Lively, entertaining reviews of, and essays on, old and newer films and everything relating to them, written by professional author William Schoell.

Thursday, April 30, 2015

TWENTY PLUS TWO

TWENTY PLUS TWO (1961). Joseph M. Newman.

When Richard Diamond, Private Detective wound up its four season run, star David Janssen played a man who looks for missing people in Twenty Plus Two. Tom Alder (Janssen) has always been interested in the case of a girl who completely vanished 12 years ago when she was 16. At the same time, movie star Leroy Dane (Brad Dexter) discovers that the woman who answered his fan mail has been murdered. Jacques Pleshette (Jacques Aubuchon) then hires Alder to look into the disappearance of his brother, Auguste.

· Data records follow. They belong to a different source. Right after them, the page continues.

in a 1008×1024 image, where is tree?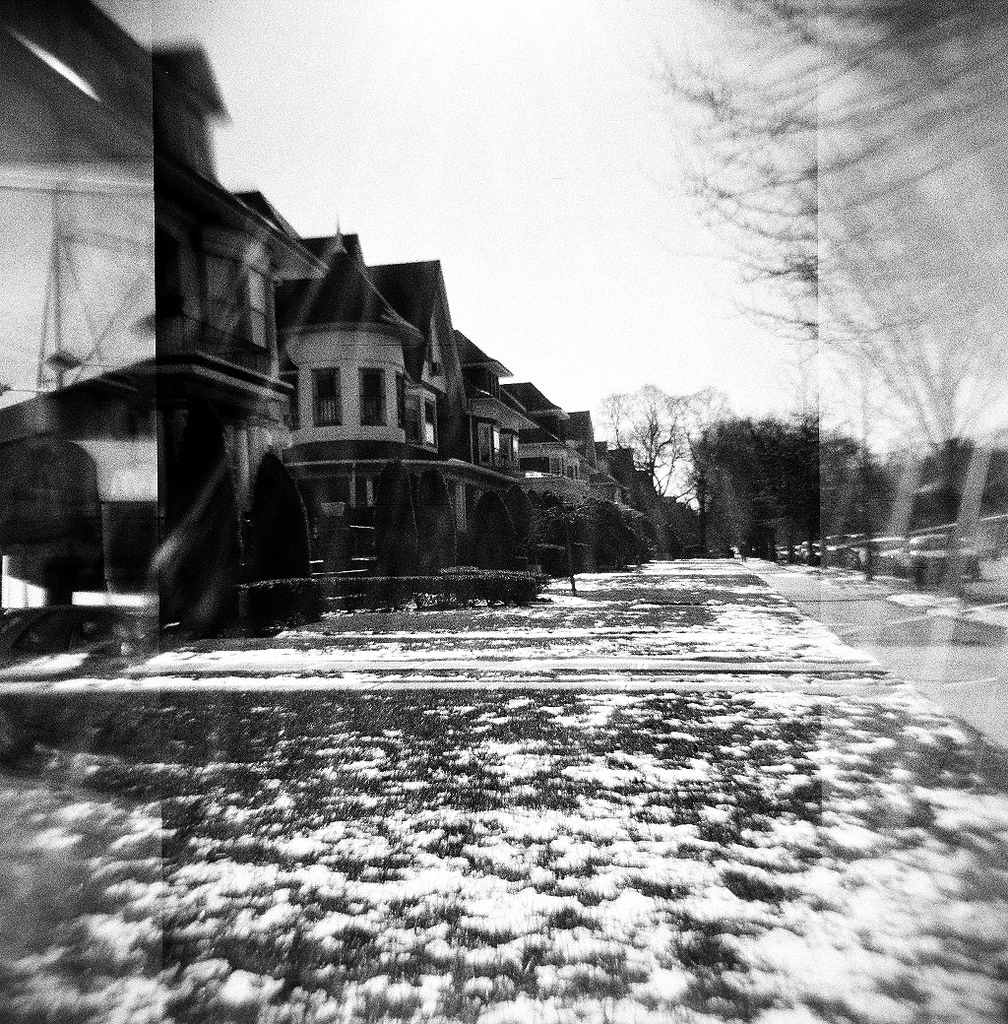
596,384,740,561.
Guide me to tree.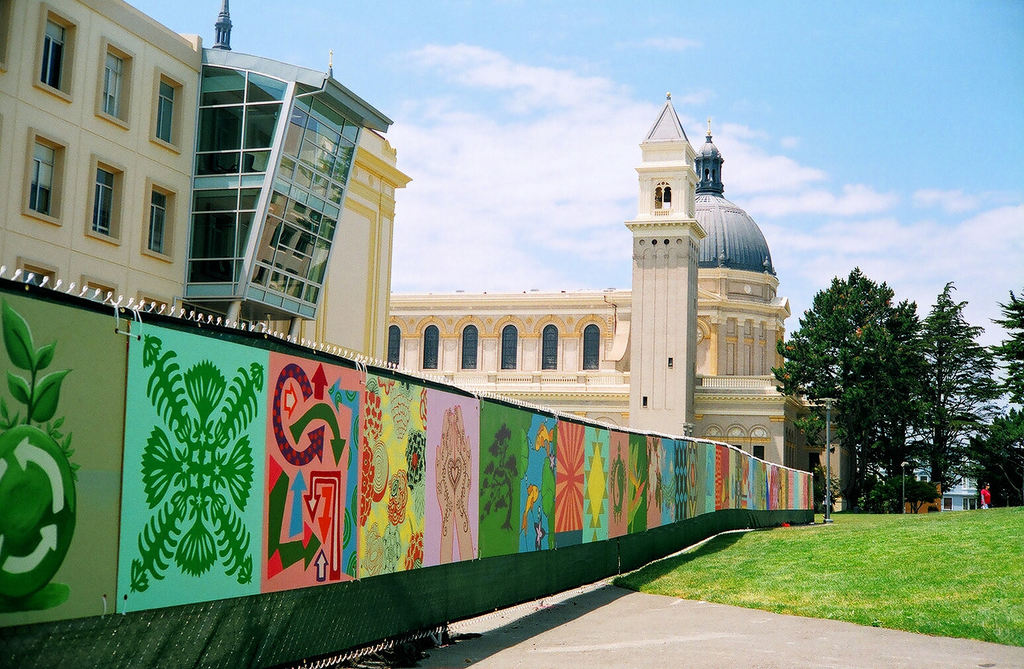
Guidance: <box>766,260,935,514</box>.
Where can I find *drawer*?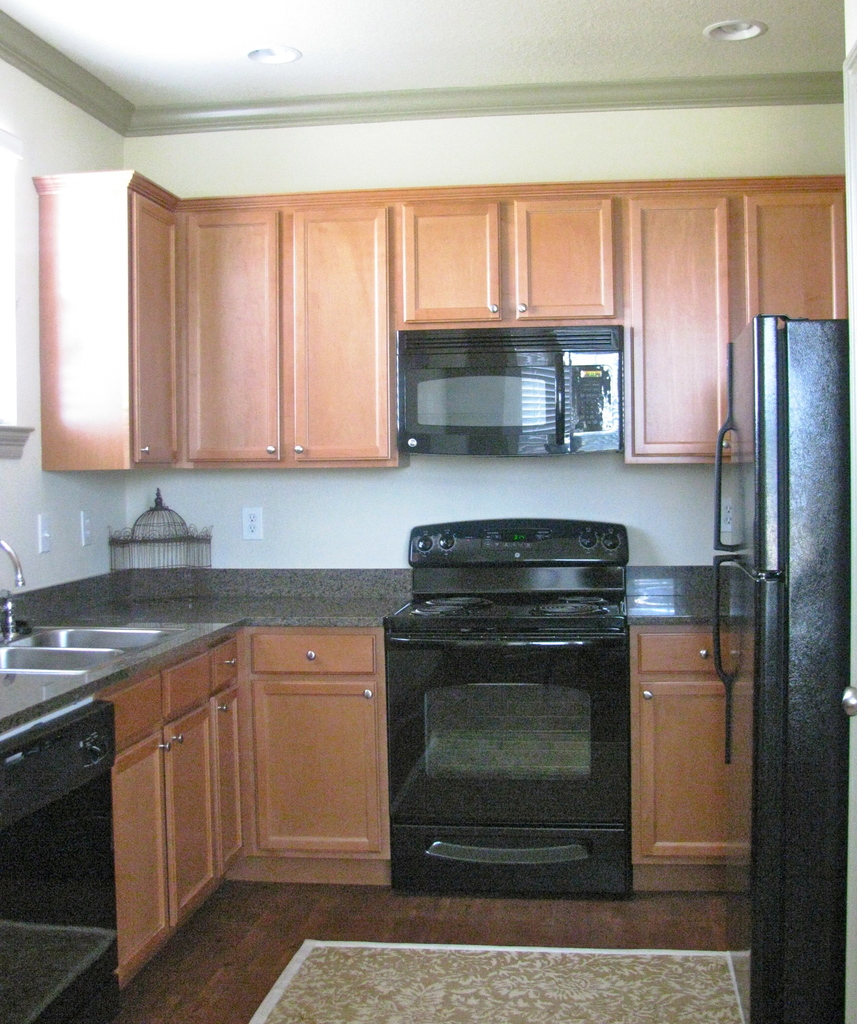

Are these cases all connected in some way? Meandering through the story are three women: former love Linda (Jeanne Crain), who sent him a "Dear John" letter; hostess turned socialite, Nicki (Dina Merrill), whom Tom met in a post-war Tokyo; and Eleanor Delaney (Agnes Moorehead), the mother of the missing girl. Twenty Plus Two is fairly unpredictable and reasonably absorbing, but it ultimately adds up to nothing. It's one of those movies in which characters spend years covering up a "murder" that was clearly self-defense and yet never bother getting a good lawyer. Janssen is fine and the other actors are okay, but the picture is stolen by Moorehead, especially in a scene with Janssen when the two look at photos of the missing 16-year-old and realize that she's already turned into a woman. An unintentionally funny scene has teenage girls screaming over Brad Dexter [99 River Street] as if he were Troy Donahue! William Demarest [The Perils of Pauline] gives a superb performance as a bitter and drunken ex-reporter, walking off with the movie in one brief sequence.

Verdict: Like an extended Richard Diamond episode in CinemaScope. **1/2.